When I was about ten years old, our family went to see Fiddler on the Roof in New York City. The excursion, unusual for us, produced many memories, starting with the witty, funny, and often poignant songs. But one memory from that day stands out like a great book, revealing more each time I return to it.
That memory is of my father’s enigmatic answer when I asked him what the musical’s strange title meant. In words suited to a child, he said that the fiddler is a symbol for the Jew’s precarious position in a hostile world. Tevye must handle the winds, the weather, and the slippery shingles while making music. One misjudged step and he will come crashing down.
I don’t recall where the conversation went from there. Most likely, I returned to the things that preoccupied me in 1969: Topps baseball cards, Dairy Queen Dilly bars, and my favorite basketball team, the New York Knicks. It was self-evident that baseball and basketball players were more relevant than Tevye, who, after all, was an imaginary character, and whose shtetl, Anatevka, was so foreign to my own world that it might as well have been on Mars.
And yet, some part of my mind made a point of preserving that brief father-son exchange. It was as if something other than the conscious “I” said, Eventually this will be important—hang on to it.
That was Act One.
Almost forty years later, in 2006, Hezbollah’s terror army invaded northern Israel, killing three soldiers and kidnapping two others, triggering a war. While rooting for the Jewish state, I tried to fathom the enemy’s strategy. Didn’t they know they were going to be beaten decisively?
It was in thinking about the enemy that that long ago conversation with my father returned to me. The Jews of Israel were nothing like Tevye, who could only endure, and not resist, Czarist Russia’s oppression. And yet, despite Israel’s extraordinary military capabilities, despite its nuclear arsenal, the Jewish state remained, in some way, like Tevye, a fiddler on the roof.
My father’s words, once enigmatic, now seemed oracular. Was there no escaping this condition? Was it possible that no matter how powerful Israel became, it would not be able to distance itself from the haunting image of Tevye, perilously perched on a roof?
Act Two had ended.
On October 7, 2023, the curtain rose on Act Three.
Despite being caught unprepared by Hamas’ murderous onslaught, Israel has fought back brilliantly against its enemies, winning in each of the war’s seven fronts. For American Jews, the war had a new feature—the eighth front opened in the homeland. Hamas supporters built encampments on the greens of many elite American universities and marched through the streets of America’s largest cities. They chanted for the destruction of Israel in Jewish neighborhoods and in front of synagogues. Their chants were tolerated by Ivy League presidents and endorsed by the man favored to be New York’s next mayor.
Their strategy—for now—is to make life unbearable for American Jews. They hope to turn universities like Harvard and Columbia into no-go zones for Jewish students. Whether they will succeed is as yet undecided, but those universities, and certain of their peers, have been exposed as spiritual sinkholes. Notably, Harvard itself has identified its Medical, Education, and Divinity schools as especially egregious promoters of antisemitism.
Given that the schools devoted to the body, mind, and soul have been corrupted, Harvard’s reckoning, which is unfolding now, might be to go the way of all movements and institutions that empower antisemitism, namely oblivion.
I’ll let Harvard worry about itself. In this third act, my father’s words of more than a half century ago removed the last veil from my eyes. I looked down from where I stood and saw my feet balanced on the ridge of a roof.
Tevye is Israel is me.
I say this without anger, or sadness, or, God forbid, self-pity. It is always preferable to understand one’s true position. Indeed, I am fortified by the knowledge that the Jewish people will not lose their balance, because an unseen hand continues to steady and bless them.
I understand your feeling, Barbara.
I remember a quip from a long ago history class about the breakdown of markets during the Great Depression: "The invisible hand disappeared"
I can't think about Jewish history and not marvel at two everlasting themes: wicked regimes with great power try to eradicate us, and we outlast them. In that I see the hand, though that is no comfort to the countless victims of those cruel regimes.
Shabbat shalom
alex
Yes, beautiful writing , but I second Dan whoever he is. That Hand you see is invisible to me.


§ Problem to solve
Search the entries for lines that contain the word "size", and report each one found.
--------------------------------
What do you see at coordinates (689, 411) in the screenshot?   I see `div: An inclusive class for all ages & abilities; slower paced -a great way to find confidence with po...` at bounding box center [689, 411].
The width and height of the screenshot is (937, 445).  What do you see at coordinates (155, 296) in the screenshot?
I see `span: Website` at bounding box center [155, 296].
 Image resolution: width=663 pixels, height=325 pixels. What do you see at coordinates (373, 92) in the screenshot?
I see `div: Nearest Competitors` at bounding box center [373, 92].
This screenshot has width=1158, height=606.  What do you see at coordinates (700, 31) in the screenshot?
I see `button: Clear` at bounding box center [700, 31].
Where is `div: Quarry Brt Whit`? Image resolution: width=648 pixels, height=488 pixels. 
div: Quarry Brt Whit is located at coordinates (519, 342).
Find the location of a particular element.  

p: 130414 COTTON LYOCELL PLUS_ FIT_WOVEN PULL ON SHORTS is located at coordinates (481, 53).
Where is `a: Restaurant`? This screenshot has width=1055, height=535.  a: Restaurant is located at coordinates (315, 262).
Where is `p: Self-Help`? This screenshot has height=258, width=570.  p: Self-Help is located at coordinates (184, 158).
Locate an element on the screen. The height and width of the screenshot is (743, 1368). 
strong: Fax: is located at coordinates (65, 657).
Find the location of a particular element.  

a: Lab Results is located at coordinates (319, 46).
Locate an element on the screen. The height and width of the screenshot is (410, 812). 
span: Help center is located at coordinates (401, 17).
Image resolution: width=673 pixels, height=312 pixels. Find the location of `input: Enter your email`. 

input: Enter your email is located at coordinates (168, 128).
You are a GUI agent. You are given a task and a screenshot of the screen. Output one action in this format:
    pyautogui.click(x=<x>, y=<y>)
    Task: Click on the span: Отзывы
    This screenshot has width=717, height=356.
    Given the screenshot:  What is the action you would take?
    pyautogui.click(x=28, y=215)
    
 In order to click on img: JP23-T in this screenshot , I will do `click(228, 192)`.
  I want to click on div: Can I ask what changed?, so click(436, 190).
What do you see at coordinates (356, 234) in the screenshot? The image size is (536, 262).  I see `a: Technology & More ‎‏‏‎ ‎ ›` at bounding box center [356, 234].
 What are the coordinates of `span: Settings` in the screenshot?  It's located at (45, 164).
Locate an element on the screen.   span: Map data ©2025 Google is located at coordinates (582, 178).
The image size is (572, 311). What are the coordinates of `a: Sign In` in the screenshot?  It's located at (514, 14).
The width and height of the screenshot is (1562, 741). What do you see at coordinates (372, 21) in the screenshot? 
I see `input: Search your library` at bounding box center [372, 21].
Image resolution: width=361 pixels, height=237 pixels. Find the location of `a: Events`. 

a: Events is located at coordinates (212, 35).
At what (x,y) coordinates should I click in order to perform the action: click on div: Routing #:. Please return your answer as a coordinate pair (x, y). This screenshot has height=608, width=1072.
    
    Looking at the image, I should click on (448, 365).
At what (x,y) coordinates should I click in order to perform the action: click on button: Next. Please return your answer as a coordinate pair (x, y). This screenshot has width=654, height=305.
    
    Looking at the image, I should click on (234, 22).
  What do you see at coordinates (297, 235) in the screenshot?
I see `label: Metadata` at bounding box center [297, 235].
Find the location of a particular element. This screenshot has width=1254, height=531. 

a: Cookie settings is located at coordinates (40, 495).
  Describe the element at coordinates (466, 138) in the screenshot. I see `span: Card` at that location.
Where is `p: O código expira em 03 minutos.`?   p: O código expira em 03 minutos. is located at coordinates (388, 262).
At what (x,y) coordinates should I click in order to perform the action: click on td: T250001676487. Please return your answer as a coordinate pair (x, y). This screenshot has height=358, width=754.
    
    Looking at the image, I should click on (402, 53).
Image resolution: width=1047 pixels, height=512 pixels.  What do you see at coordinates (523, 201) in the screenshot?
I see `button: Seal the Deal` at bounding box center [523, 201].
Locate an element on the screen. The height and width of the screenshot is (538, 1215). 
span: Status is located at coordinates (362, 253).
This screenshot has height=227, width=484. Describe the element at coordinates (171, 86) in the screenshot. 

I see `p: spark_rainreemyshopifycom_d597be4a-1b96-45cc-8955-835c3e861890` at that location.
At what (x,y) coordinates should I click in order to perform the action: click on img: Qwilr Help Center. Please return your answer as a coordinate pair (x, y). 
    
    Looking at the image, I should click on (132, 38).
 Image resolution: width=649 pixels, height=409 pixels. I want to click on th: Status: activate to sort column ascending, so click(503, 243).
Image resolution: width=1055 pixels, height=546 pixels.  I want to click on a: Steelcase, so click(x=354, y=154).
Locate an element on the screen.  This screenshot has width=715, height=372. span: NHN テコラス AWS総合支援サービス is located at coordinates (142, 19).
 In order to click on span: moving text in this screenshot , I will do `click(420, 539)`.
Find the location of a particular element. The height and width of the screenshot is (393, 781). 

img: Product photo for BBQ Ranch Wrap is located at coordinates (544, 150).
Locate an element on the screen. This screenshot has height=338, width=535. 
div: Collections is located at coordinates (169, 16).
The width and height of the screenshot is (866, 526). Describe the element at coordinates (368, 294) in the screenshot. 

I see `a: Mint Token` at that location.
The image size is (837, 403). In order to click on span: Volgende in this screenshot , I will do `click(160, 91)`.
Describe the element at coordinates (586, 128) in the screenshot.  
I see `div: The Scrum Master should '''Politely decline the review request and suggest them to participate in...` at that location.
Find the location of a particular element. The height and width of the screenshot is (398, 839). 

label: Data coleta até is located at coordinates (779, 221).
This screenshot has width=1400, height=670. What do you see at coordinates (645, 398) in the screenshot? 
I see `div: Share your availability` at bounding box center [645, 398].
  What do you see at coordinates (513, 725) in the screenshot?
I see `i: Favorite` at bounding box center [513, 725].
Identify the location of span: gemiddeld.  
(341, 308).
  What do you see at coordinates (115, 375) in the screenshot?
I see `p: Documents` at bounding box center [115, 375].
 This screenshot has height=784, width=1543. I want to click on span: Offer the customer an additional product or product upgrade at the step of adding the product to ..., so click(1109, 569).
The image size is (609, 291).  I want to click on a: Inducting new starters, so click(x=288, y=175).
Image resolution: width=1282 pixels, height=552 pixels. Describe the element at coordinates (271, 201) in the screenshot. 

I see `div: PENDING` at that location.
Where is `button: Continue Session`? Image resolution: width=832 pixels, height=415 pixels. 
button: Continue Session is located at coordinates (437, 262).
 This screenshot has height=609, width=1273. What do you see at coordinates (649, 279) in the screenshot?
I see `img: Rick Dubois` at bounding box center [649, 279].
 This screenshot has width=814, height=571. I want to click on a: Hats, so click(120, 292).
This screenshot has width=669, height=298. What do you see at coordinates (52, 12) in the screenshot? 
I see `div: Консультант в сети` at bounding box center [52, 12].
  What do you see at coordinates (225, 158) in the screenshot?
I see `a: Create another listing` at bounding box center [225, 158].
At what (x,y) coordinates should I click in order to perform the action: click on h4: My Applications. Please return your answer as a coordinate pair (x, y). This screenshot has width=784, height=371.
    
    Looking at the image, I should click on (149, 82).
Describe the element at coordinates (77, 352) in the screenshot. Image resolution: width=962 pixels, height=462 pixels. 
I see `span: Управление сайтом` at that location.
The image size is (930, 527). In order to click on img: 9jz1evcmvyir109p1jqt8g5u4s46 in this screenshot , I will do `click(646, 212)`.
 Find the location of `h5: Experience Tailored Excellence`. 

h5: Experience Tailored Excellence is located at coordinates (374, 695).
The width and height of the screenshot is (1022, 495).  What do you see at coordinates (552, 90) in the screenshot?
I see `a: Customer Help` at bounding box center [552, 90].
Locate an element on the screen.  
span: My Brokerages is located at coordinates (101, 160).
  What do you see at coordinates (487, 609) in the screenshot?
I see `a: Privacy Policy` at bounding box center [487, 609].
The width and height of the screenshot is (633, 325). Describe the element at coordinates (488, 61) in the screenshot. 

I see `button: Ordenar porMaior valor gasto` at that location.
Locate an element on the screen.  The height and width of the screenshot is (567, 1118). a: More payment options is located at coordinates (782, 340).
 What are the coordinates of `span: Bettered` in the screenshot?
--------------------------------
§ Task output
What do you see at coordinates (356, 234) in the screenshot? The image size is (536, 262).  I see `a: Technology & More ‎‏‏‎ ‎ ›` at bounding box center [356, 234].
The image size is (572, 311). What are the coordinates of `a: Sign In` in the screenshot?  It's located at (514, 14).
The image size is (837, 403). In order to click on span: Volgende in this screenshot , I will do `click(160, 91)`.
The image size is (609, 291).  I want to click on a: Inducting new starters, so click(x=288, y=175).
The image size is (930, 527). In order to click on img: 9jz1evcmvyir109p1jqt8g5u4s46 in this screenshot , I will do `click(646, 212)`.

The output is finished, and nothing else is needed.